The Portland shop suggested that the Seattle organizers look closer to home.

They did -- with the same result. At least one Seattle-area print shop said nope because of a tight deadline. At another shop some employees were so turned off by the material that they threatened to walk if he company printed the 48-page catalog, said Larie Smoyer, who is on the festival organizing committee.

Eventually, a Seattle company agreed to do the job.

The catalogs were shipped out and arrived just in time at The Fenix, the Sodo site of the festival.

I dropped by the hall on First Avenue South this week to see what all the fuss was about. As soon as I walked in, I was greeted by a hanging chandelier of green bananas and leaves.

The glass, fashioned as fruit, was part of a handsome light piece. Dale Chihuly popped into mind -- that is, until my sex festival escort explained the bananas were, ah, symbolic.

Walls in the exhibition hall were adorned with beautiful and provocative art, including one photograph, "Of the Deep," showing a topless woman whose torso was draped by a real octopus.

Yes, there was other stuff on display -- stuff that could make a guy go, "Yikes!" Stuff I cannot mention in a family paper. Stuff featured in the catalog.

Such button-pushing creations make one empathize with folks at the skittish printing companies -- but only to a point. Not all the art in the catalog or in the exhibit is guaranteed to offend, unless you think of the unclothed human body that way.

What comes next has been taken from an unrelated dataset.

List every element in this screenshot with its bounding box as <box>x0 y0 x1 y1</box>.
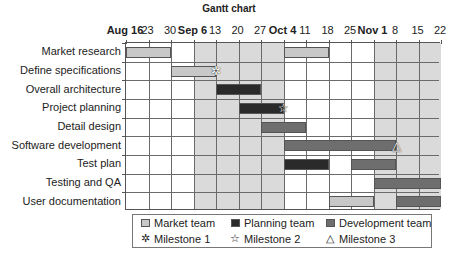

Taking in the display as a whole made me think: Isn't the goal of artistic expression to provoke thought and spark dialogue, even if some of the art makes some people uncomfortable?

Festival organizers call the display art.

Critics may think of it as porn.

To me, the only obscene thing in full view is the degree to which some people get in a twist over anything remotely sexual.

Before I left the building, I had one question: Which brave Seattle company dared to print the catalogs? Lips remain sealed -- and with good reason.

It turns out the company wants to be anonymous because it has ties to big bread-and-butter, conservative clients, including church groups that might take offense.

Say amen to the company for at least stepping up wholly.